Growing up, I never felt particularly proud to be from Hull. In fact, the absolute opposite. If enquiries were made about my origins, I’d launch into a frenzied, pattie buttie-wielding defensive about only being here from the age of three and actually entering the world in Cheltenham. In reality, the South was highly exotic to me. In my mind, it consisted of well-spoken, respectable people and was home to the mysterious cousins I never saw. Hull, on the flip side, represented ignorance and always a personal attack on my own need to be other than the ‘norm’. Prancing around with fake hair pieces on my head and calling myself Nancy really didn’t help, but still.

Now, slightly worldlier and benefitting from over ten years living elsewhere, I have the advantage of objectivity. I can see how much Hull has grown and really worked to do so and subsequently, I am the first to defend the city that has garnered a reputation for being Britain’s crappest. Its position as 2017’s City of Culture is phenomenally encouraging. ‘Ull-ians’ like me can rant about cosmopolitan Princes Ave, huge diversity of foods on Newland and the great museums and gallery (Ferens – which will host the Turner Prize in September) till we’re orange and black in the face but it’s going to take something this large scale to truly change the mind of the collective sceptic.

The passion that has been fired at the year-long celebration from those involved, particularly the creatives is loud and confident, and it’s clear they will stop at nothing to make sure everybody and anybody not familiar with Hull knows exactly how unique and special it is. Lindsey Alvis, producer at Hull City of Culture is working across many of the exciting theatre projects and with an impressive ten year career that involves producing for Headlong and the Liverpool Everyman and Playhouse, is thrilled to be back home with, she claims, a “once in a lifetime opportunity to give something back to the place I grew up in”.

There’s a vast array of theatre on offer, including the RSC co-production of The Hypocrite by established Hull-born playwright, Richard Bean, currently playing a sold out run in the main space of the Hull Truck theatre. The venue, which saw a huge revamp and location change in 2009 will also see smaller studio productions, including Eurohouse, a darkly humorous look at the EU’s founding ideals and Alvis herself will be working with Slung Low on James Phillips’ Flood, a year-long epic told through live performance and digital manifestations. For the first time too, Hull University will host the National Student and Drama Festival which, since its founding in 1956, has provided a platform for such alumni as Caryl Churchill, Meera Syal and Simon Russell Beale. The University itself also boasts the late Oscar winning Director Anthony Minghella as a former student, who studied Drama and graduated in 1975.

A huge part of City of Culture is bringing new voices into the foray and showing how these especially can reflect the world we live in today. The New Diorama theatre recently held a showcase for various Hull-based companies, where they performed rehearsed readings of upcoming shows. I had the pleasure of sitting in on Middle Child’s, whose production of Luke Barnes’ All We Ever Wanted Was Everything will be just one of many stirring and inspiring pieces of theatre we can expect to see in Hull this year. The show especially is striking and thought-provoking, as it discusses and attempts to make sense of the deeply open-ended issues Millennials face in a culture of distraction.

Chatting with Alvis, it is overwhelmingly clear she feels strongly about companies such as Middle Child and ‘developing and nurturing new and emerging talent.’ When I probe about whether it has anything to prove to the rest of the country especially, she is very open and, whilst protective, seems to think Hull can very much look after itself.

“I think challenging the preconceptions about a place is important wherever that is. Hull hasn’t always been the first to shout about its achievements or the great things about living and working here. It’s an honest, open and vibrant city with a strong personality and that’s what I love about it. For me, it’s about getting that across.”

Regardless of the very special accent I have the pleasure of never getting rid of, Hull’s hardworking attitude, especially when presented with such a great opportunity as this and lack of desire to tell everyone about all of the incredible things and people it has produced, is what makes it very special indeed. With such a mixture of creativity on offer and particularly new theatre and voices that have the backing of a whole city, the rest of the country is in store for a shockingly good time.

Hull City of Culture’s programme runs throughout 2017.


▸ **Exercise prompt**:
Look through the listing below and report the lines that have the word "Frustration" in them.

▸ **The input**:
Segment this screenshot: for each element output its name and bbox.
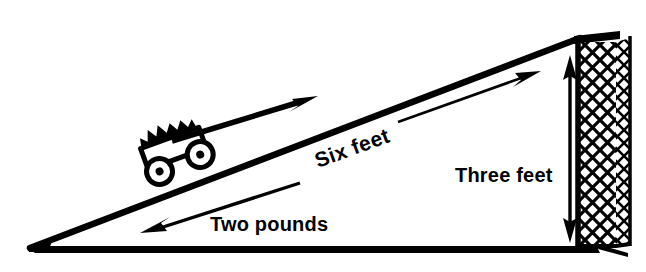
wall-group: [574, 31, 630, 248]
wall-side-hatch: [616, 38, 630, 245]
base-front-face: [29, 249, 600, 253]
cart-group: [132, 111, 217, 189]
inclined-plane-diagram: Six feet Three feet Two pounds: [0, 0, 646, 272]
height-arrow: [563, 55, 577, 243]
wall-face-hatch: [580, 42, 616, 245]
label-six-feet: Six feet: [312, 124, 393, 172]
wall-bottom-edge: [578, 244, 630, 246]
label-three-feet: Three feet: [455, 164, 553, 186]
force-arrow-thick: [172, 96, 318, 141]
diagram-canvas: Six feet Three feet Two pounds: [0, 0, 646, 272]
label-two-pounds: Two pounds: [210, 213, 328, 235]
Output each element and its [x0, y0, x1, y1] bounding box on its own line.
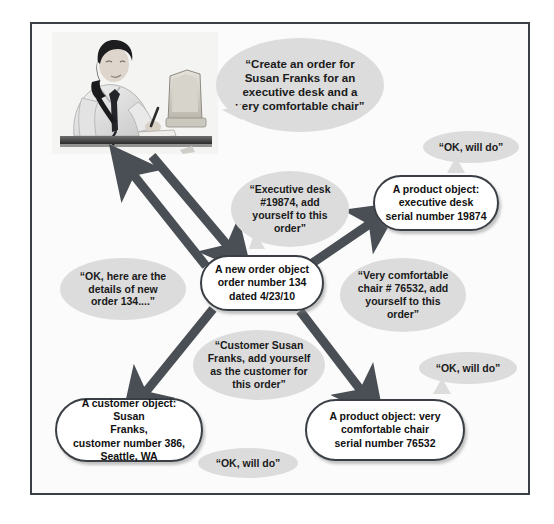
speech-bubble-customer-message-text: “Customer Susan Franks, add yourself as … — [200, 339, 319, 390]
speech-bubble-order-details-reply-text: “OK, here are the details of new order 1… — [72, 270, 174, 308]
speech-bubble-ok-will-do-chair: “OK, will do” — [419, 352, 517, 384]
speech-bubble-executive-desk-message: “Executive desk #19874, add yourself to … — [231, 171, 349, 247]
speech-bubble-customer-message: “Customer Susan Franks, add yourself as … — [193, 330, 325, 400]
speech-bubble-ok-will-do-customer-text: “OK, will do” — [208, 457, 289, 470]
speech-bubble-executive-desk-message-text: “Executive desk #19874, add yourself to … — [241, 183, 338, 234]
speech-bubble-tail — [222, 104, 242, 120]
speech-bubble-ok-will-do-desk-text: “OK, will do” — [431, 141, 512, 154]
node-desk-product-object-text: A product object: executive desk serial … — [376, 183, 497, 222]
diagram-canvas: “Create an order for Susan Franks for an… — [0, 0, 554, 524]
node-desk-product-object: A product object: executive desk serial … — [373, 175, 499, 231]
speech-bubble-ok-will-do-chair-text: “OK, will do” — [428, 362, 509, 375]
speech-bubble-tail — [249, 231, 265, 249]
speech-bubble-ok-will-do-customer: “OK, will do” — [198, 448, 298, 478]
speech-bubble-ok-will-do-desk: “OK, will do” — [423, 131, 519, 163]
node-chair-product-object: A product object: very comfortable chair… — [305, 399, 465, 461]
node-order-object-text: A new order object order number 134 date… — [205, 263, 319, 302]
node-customer-object-text: A customer object: Susan Franks, custome… — [57, 397, 201, 463]
arrow-order-to-person — [128, 168, 206, 266]
speech-bubble-tail — [433, 378, 451, 394]
speech-bubble-order-details-reply: “OK, here are the details of new order 1… — [60, 258, 186, 320]
speech-bubble-comfortable-chair-message-text: “Very comfortable chair # 76532, add you… — [350, 269, 456, 320]
arrow-person-to-order — [152, 156, 233, 252]
node-order-object: A new order object order number 134 date… — [200, 255, 324, 311]
speech-bubble-comfortable-chair-message: “Very comfortable chair # 76532, add you… — [340, 258, 466, 332]
node-chair-product-object-text: A product object: very comfortable chair… — [319, 410, 450, 449]
node-customer-object: A customer object: Susan Franks, custome… — [55, 398, 203, 462]
speech-bubble-tail — [447, 157, 465, 173]
speech-bubble-request: “Create an order for Susan Franks for an… — [216, 38, 384, 132]
speech-bubble-request-text: “Create an order for Susan Franks for an… — [227, 57, 372, 113]
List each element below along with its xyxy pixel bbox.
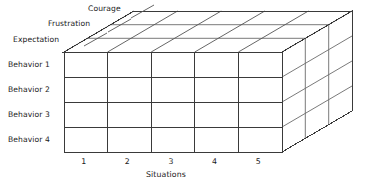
depth-label-courage: Courage: [88, 4, 121, 13]
data-cube-figure: Courage Frustration Expectation Behavior…: [0, 0, 366, 183]
row-label-behavior-3: Behavior 3: [8, 110, 50, 119]
col-label-4: 4: [207, 157, 223, 166]
row-label-behavior-4: Behavior 4: [8, 135, 50, 144]
col-label-3: 3: [163, 157, 179, 166]
col-label-5: 5: [250, 157, 266, 166]
row-label-behavior-2: Behavior 2: [8, 85, 50, 94]
depth-label-expectation: Expectation: [13, 35, 59, 44]
col-label-2: 2: [119, 157, 135, 166]
col-label-1: 1: [76, 157, 92, 166]
x-axis-title: Situations: [146, 170, 186, 179]
row-label-behavior-1: Behavior 1: [8, 60, 50, 69]
depth-label-frustration: Frustration: [48, 19, 90, 28]
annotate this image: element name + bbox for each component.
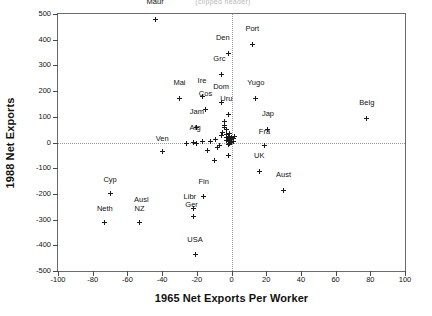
x-tick-label: -20 (191, 275, 202, 284)
data-point (250, 42, 255, 47)
y-tick-label: 300 (38, 61, 51, 69)
y-tick (53, 91, 58, 92)
data-point-label: Uru (220, 95, 232, 103)
data-point (253, 96, 258, 101)
data-point (160, 149, 165, 154)
y-tick-label: 0 (47, 139, 51, 147)
data-point (281, 188, 286, 193)
data-point-unlabeled (226, 153, 231, 158)
data-point (364, 116, 369, 121)
data-point (265, 127, 270, 132)
y-tick (53, 194, 58, 195)
data-point-label: NZ (135, 205, 145, 213)
y-tick-label: -500 (36, 267, 51, 275)
y-tick (53, 117, 58, 118)
data-point-label: Neth (97, 205, 113, 213)
data-point-unlabeled (212, 158, 217, 163)
data-point-unlabeled (224, 135, 229, 140)
y-tick-label: -300 (36, 216, 51, 224)
data-point (219, 72, 224, 77)
data-point-label: Dom (213, 83, 229, 91)
data-point-label: Ausl (134, 196, 149, 204)
data-point-label: Jam (190, 108, 204, 116)
data-point-label: Yugo (247, 79, 264, 87)
data-point (137, 220, 142, 225)
y-tick-label: -400 (36, 241, 51, 249)
data-point (219, 100, 224, 105)
data-point-unlabeled (222, 125, 227, 130)
data-point-unlabeled (205, 148, 210, 153)
data-point-label: Port (245, 25, 259, 33)
data-point (108, 191, 113, 196)
data-point-label: Jap (262, 110, 274, 118)
data-point-label: Cyp (103, 176, 116, 184)
y-axis-title-wrap: 1988 Net Exports (2, 13, 18, 272)
data-point (177, 96, 182, 101)
data-point (194, 125, 199, 130)
data-point-label: Cos (199, 90, 212, 98)
zero-line-vertical (232, 14, 233, 271)
data-point (257, 169, 262, 174)
data-point-label: Fin (199, 178, 209, 186)
data-point (203, 107, 208, 112)
data-point (226, 112, 231, 117)
data-point (201, 194, 206, 199)
data-point-label: Fra (259, 128, 270, 136)
y-tick (53, 65, 58, 66)
x-tick-label: 80 (366, 275, 374, 284)
data-point-unlabeled (232, 134, 237, 139)
data-point-label: Ire (198, 77, 207, 85)
data-point-unlabeled (226, 137, 231, 142)
y-axis-title: 1988 Net Exports (4, 97, 16, 188)
y-tick (53, 14, 58, 15)
y-tick (53, 143, 58, 144)
x-tick-label: 20 (262, 275, 270, 284)
y-tick-label: -100 (36, 164, 51, 172)
data-point-label: Ger (185, 201, 198, 209)
data-point-label: Grc (213, 55, 225, 63)
x-tick-label: -60 (122, 275, 133, 284)
data-point-unlabeled (226, 134, 231, 139)
data-point-label: Den (216, 34, 230, 42)
x-tick-label: -40 (157, 275, 168, 284)
data-point-label: Belg (359, 99, 374, 107)
data-point (191, 214, 196, 219)
data-point-unlabeled (222, 123, 227, 128)
figure-title: (clipped header) (168, 0, 278, 6)
x-tick-label: 100 (399, 275, 412, 284)
data-point-unlabeled (215, 145, 220, 150)
data-point (137, 220, 142, 225)
data-point-label: Afg (189, 124, 200, 132)
y-tick-label: 500 (38, 10, 51, 18)
data-point (102, 220, 107, 225)
data-point-label: USA (187, 236, 202, 244)
data-point-unlabeled (219, 133, 224, 138)
data-point-unlabeled (222, 119, 227, 124)
x-tick-label: -80 (87, 275, 98, 284)
y-tick (53, 220, 58, 221)
data-point-unlabeled (220, 130, 225, 135)
data-point-label: Maur (147, 0, 164, 6)
data-point (193, 252, 198, 257)
data-point-unlabeled (217, 143, 222, 148)
x-axis-title: 1965 Net Exports Per Worker (57, 292, 406, 304)
y-tick-label: 100 (38, 113, 51, 121)
x-tick-label: 60 (331, 275, 339, 284)
data-point (262, 143, 267, 148)
data-point-unlabeled (224, 132, 229, 137)
data-point-label: Aust (276, 171, 291, 179)
data-point-label: Libr (184, 193, 197, 201)
data-point-label: Mai (173, 79, 185, 87)
y-tick-label: 200 (38, 87, 51, 95)
data-point (226, 51, 231, 56)
data-point (191, 206, 196, 211)
y-tick (53, 245, 58, 246)
y-tick-label: 400 (38, 36, 51, 44)
x-tick-label: 0 (229, 275, 233, 284)
plot-area: -500-400-300-200-1000100200300400500 -10… (57, 13, 406, 272)
data-point (200, 94, 205, 99)
scatter-figure: (clipped header) -500-400-300-200-100010… (0, 0, 432, 316)
y-tick-label: -200 (36, 190, 51, 198)
y-tick (53, 168, 58, 169)
x-tick-label: 40 (297, 275, 305, 284)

▸ **Response for this exercise**:
data-cube-figure: Courage Frustration Expectation Behavior…: [0, 0, 366, 183]
depth-label-frustration: Frustration: [48, 19, 90, 28]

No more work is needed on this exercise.